As reported in the Independent last week, the English language is under attack from “ignorance, inverted snobbery and deliberate dumbing down.” This is unfortunately reported as a regular occurrence with languages – quality and standards are always going down and it’s always the young who are responsible – they really should learn to talk properly! Whereas many people understand, and most academic studies of langauge development show, that language changes – its not really a question of it being good or bad, its just how it is. So what is this article all about?
Its main claim is that the proper use of English (Queen’s English) is the only way to use the language, and any departures from this proper use will be get noticed by anyone you are communicating with. The article reports “The head of an online graduate recruitment agency wrote that they reject one third of all job applications from graduates with good degrees from good universities, because errors in English in their CVs and covering letters show ignorance, carelessness and a bad attitude.“ To me that just means the people writing the letters are not taking care – writing job application letters is a particularly formal and specific use of English, but this is not enough to say all change is wrong.
The author does, on the one hand, seem to allow for different varieties of English in different settings (informal uses between friends for example) but still insists there is one proper unambiguous use which everyone should use. Of course this is lies at the heart of teaching English at UIC – a general widely intelligible standard form of English but we would also want to help students become aware of different varieties and how to make their own version understandable.
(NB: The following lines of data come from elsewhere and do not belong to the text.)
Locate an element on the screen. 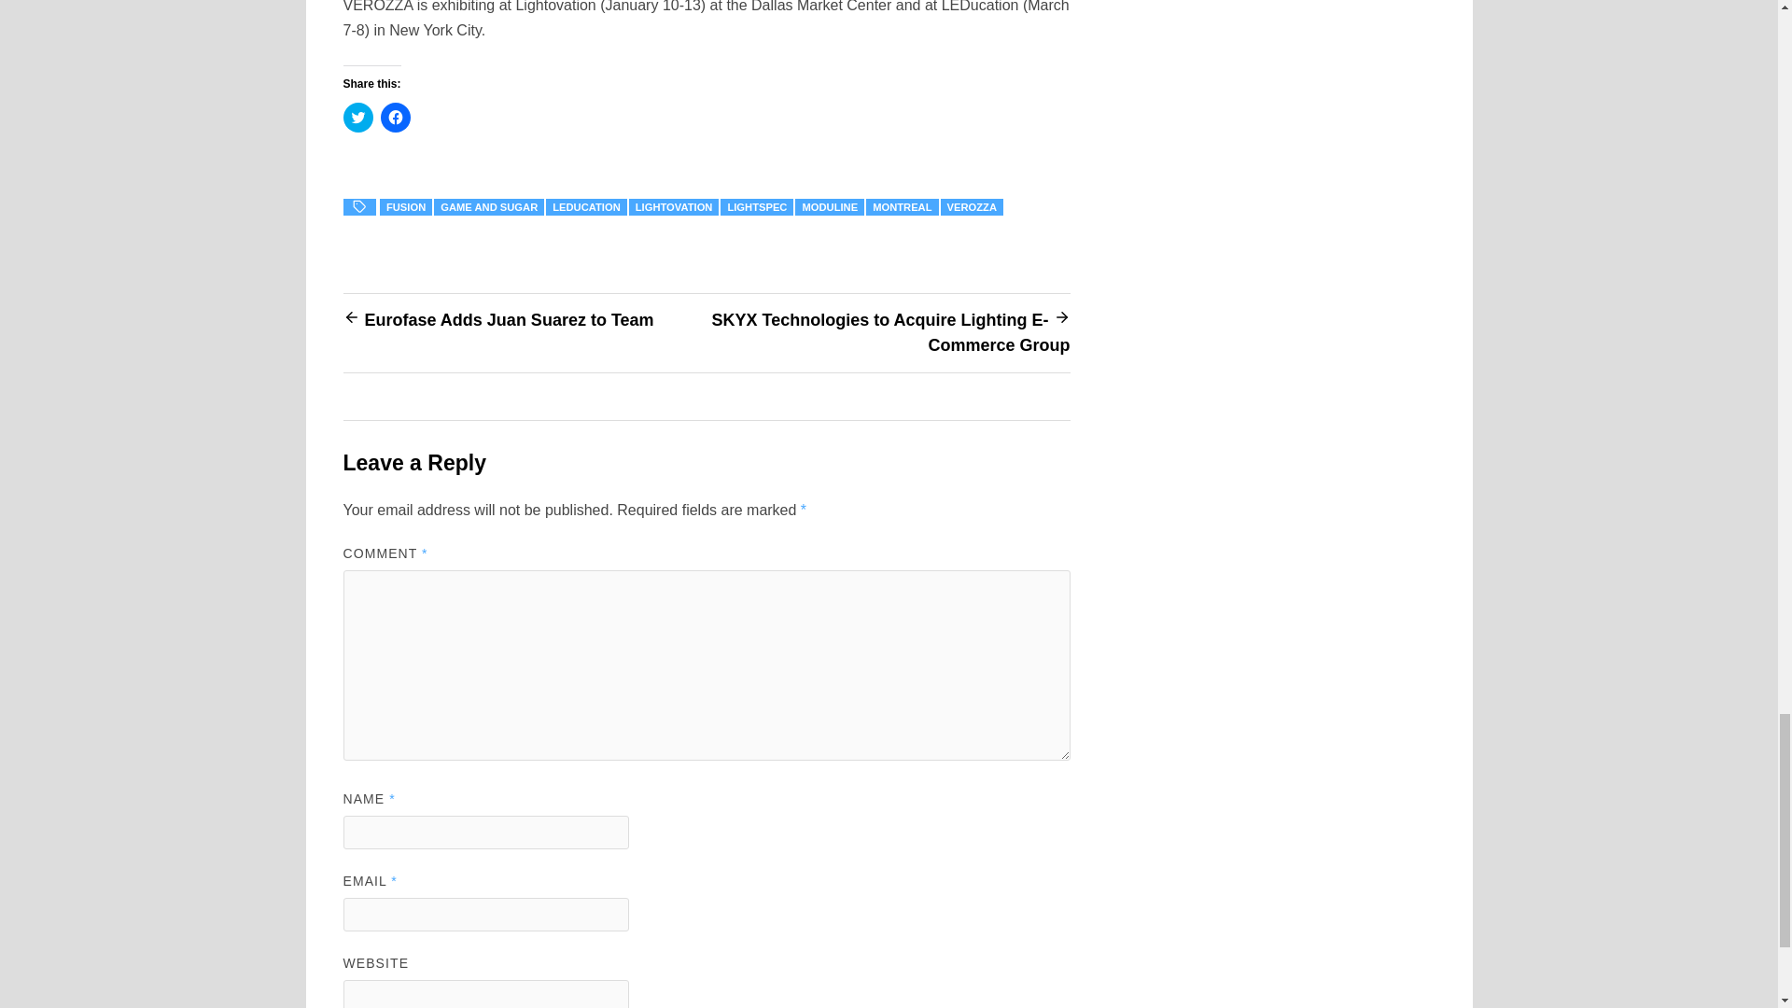  LIGHTSPEC is located at coordinates (756, 207).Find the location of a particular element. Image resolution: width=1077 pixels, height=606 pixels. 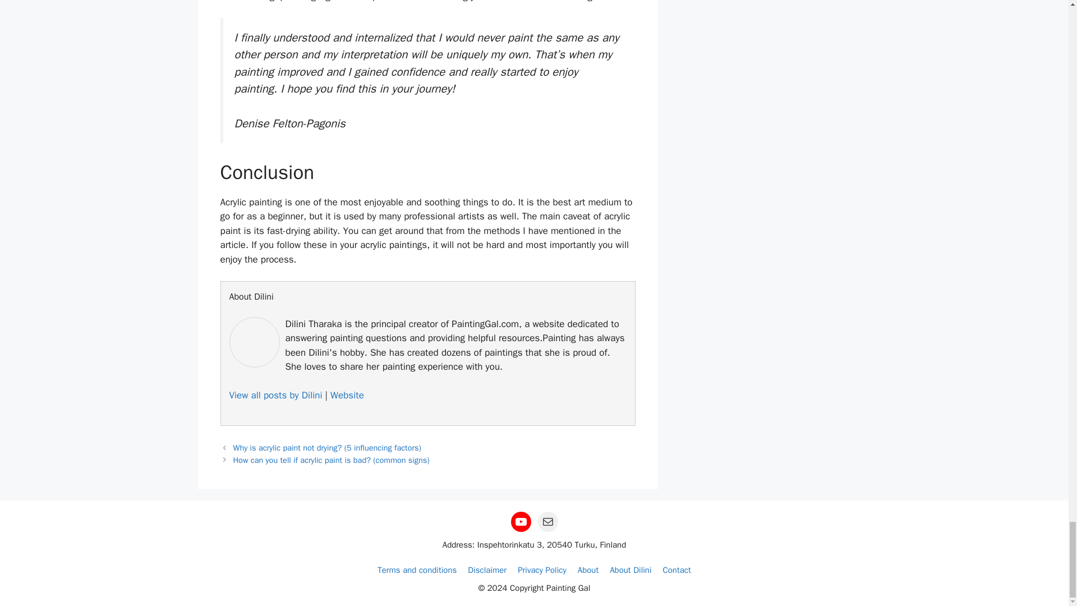

Contact is located at coordinates (677, 570).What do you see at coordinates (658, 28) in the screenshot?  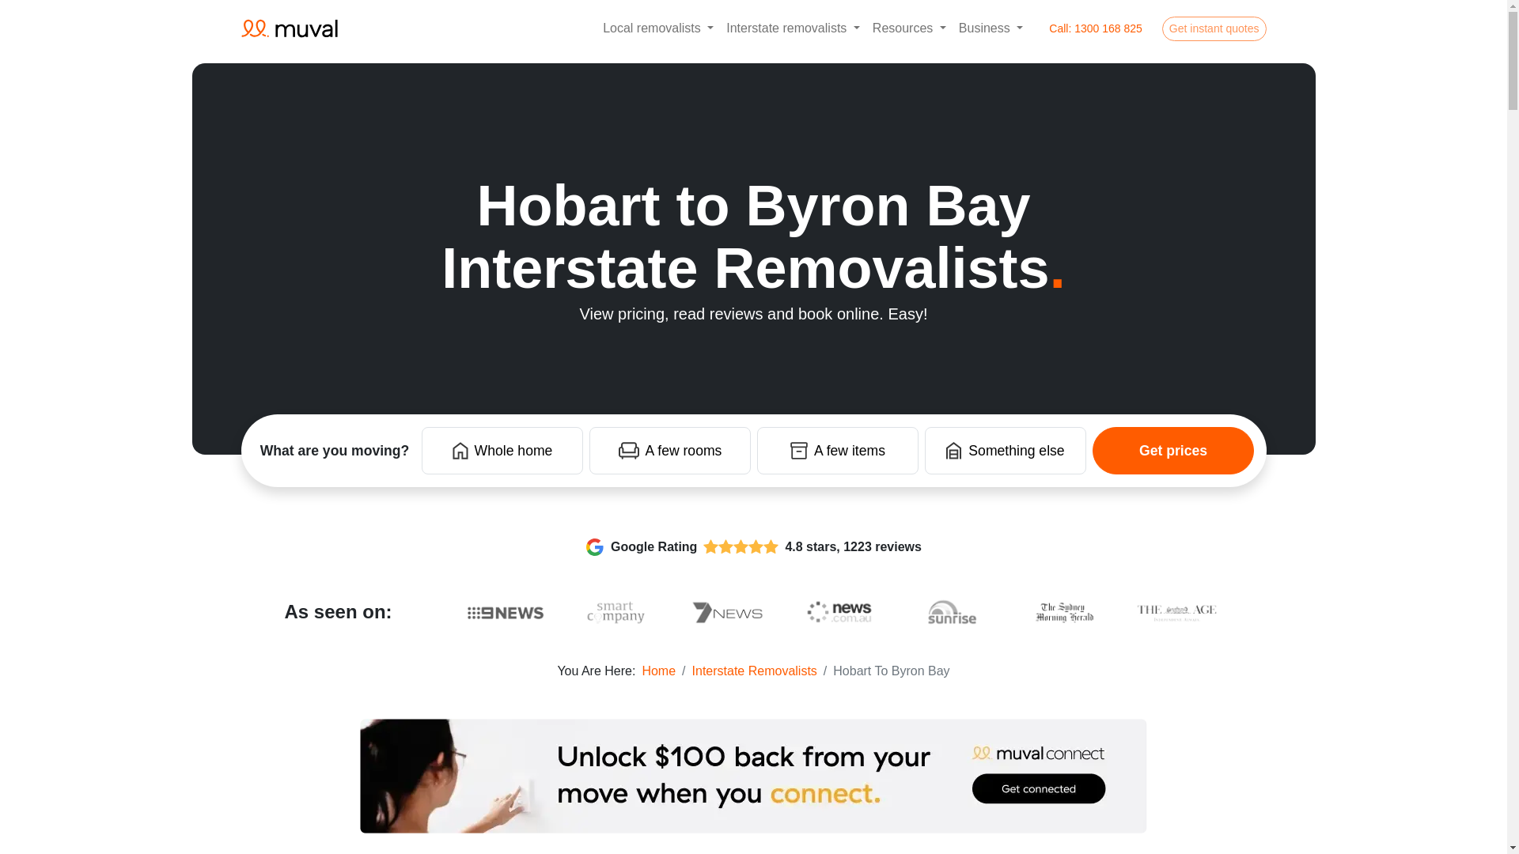 I see `Local removalists` at bounding box center [658, 28].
It is easy to come up with examples which show potential confusion – the example given in the article “Mary told Jane that she was pregnant.” would in my opinion be perfectly clear from the context and it would be obvious which of the 2 was pregnant.
Anyway, our advice when you are in London learning English is to enjoy yourself, enjoy the huge varieties of English you’ll come across and learn when it matters if you use particular forms. That is the skill of a proficient user of a language, not using a version of English that was common amongst the educated middle classes in 1950.